Wayne Allingham, founder of LGBTQ Disabled Queer and Hear which runs accessible events with queer, disabled performers, told PinkNews it was “totally wrong” to get rid of the Disability Advisory Committee.

However, he added, even before the committee was scrapped, it wasn’t going far enough to help disabled folk.

He described the committee’s Disability Strategy as “not fit for anything”, said that the committee itself included too many able-bodied people, and that the full spectrum of disabled people, “from physical disability to hidden disability to mental health issues”, were not being listened to.

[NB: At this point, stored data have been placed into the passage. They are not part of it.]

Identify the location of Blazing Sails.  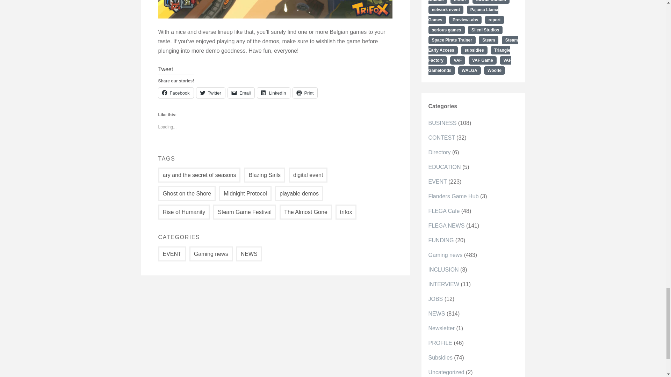
(264, 175).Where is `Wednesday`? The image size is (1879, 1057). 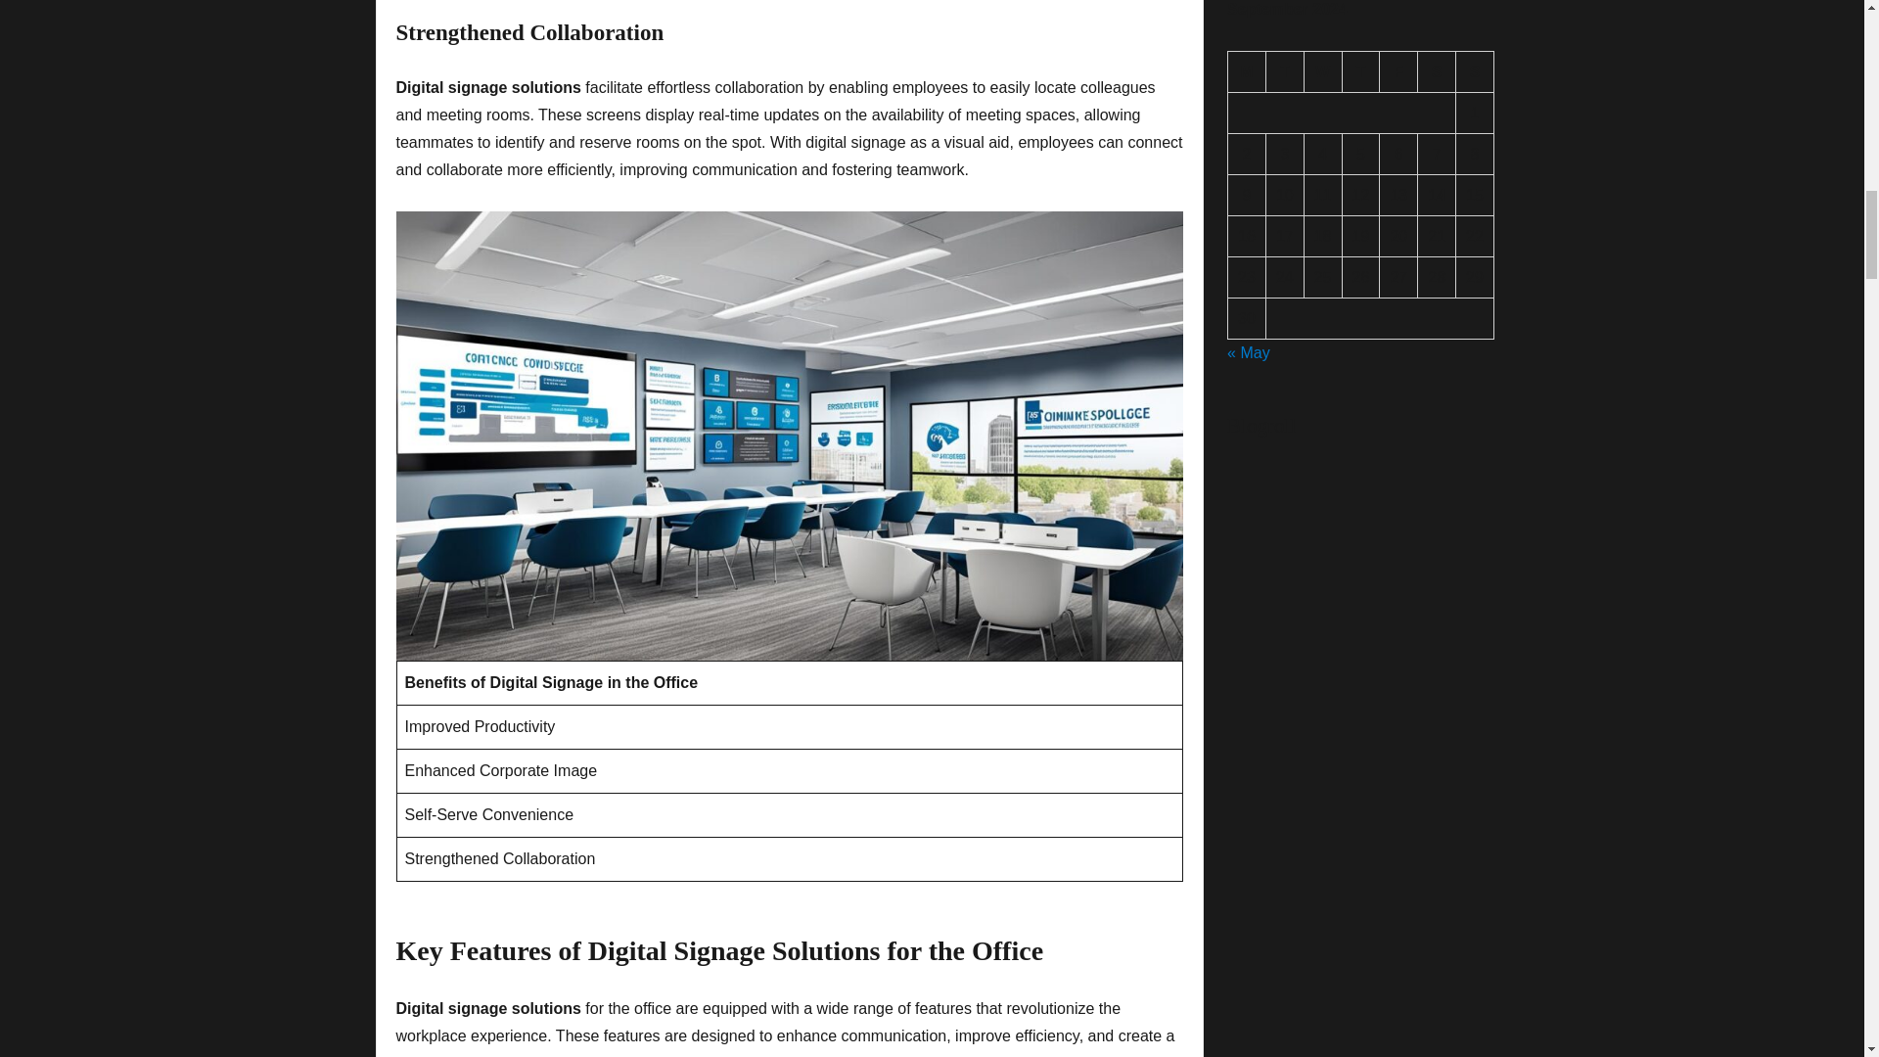
Wednesday is located at coordinates (1323, 72).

“It’s been far too long [that we’ve been] without a voice,” Allingham added.

“That’s why we do it ourselves.”

Speaking to the DNS, Mark Harrison, a member of the steering group of the Reclaiming Our Futures Alliance, agreed that there were “wider concerns about the independence and effectiveness of the EHRC and its ability to protect the human rights of disabled people”.

Harrison said that the alliance’s “good engagement and regular meetings” with the EHRC had come to an end around four years ago, and added: “Successive Conservative-led governments since 2010 have slashed their funding, destroyed capacity to take effective legal action and have made political appointments to key positions… It is our opinion that the EHRC is no longer independent of government or an effective human rights body.”

Jo Maugham, director of the Good Law Project, responded to the news on Twitter and said that the EHRC was “pretending” to be a human rights institution.

“The EHRC’s hostility to or neglect of the interests of trans people is conspicuous because the broader attack on trans rights is conspicuous,” Maugham said.

“But there is good evidence it is also hostile to/neglectful of the interests of other ‘unfashionable’ disadvantaged groups.”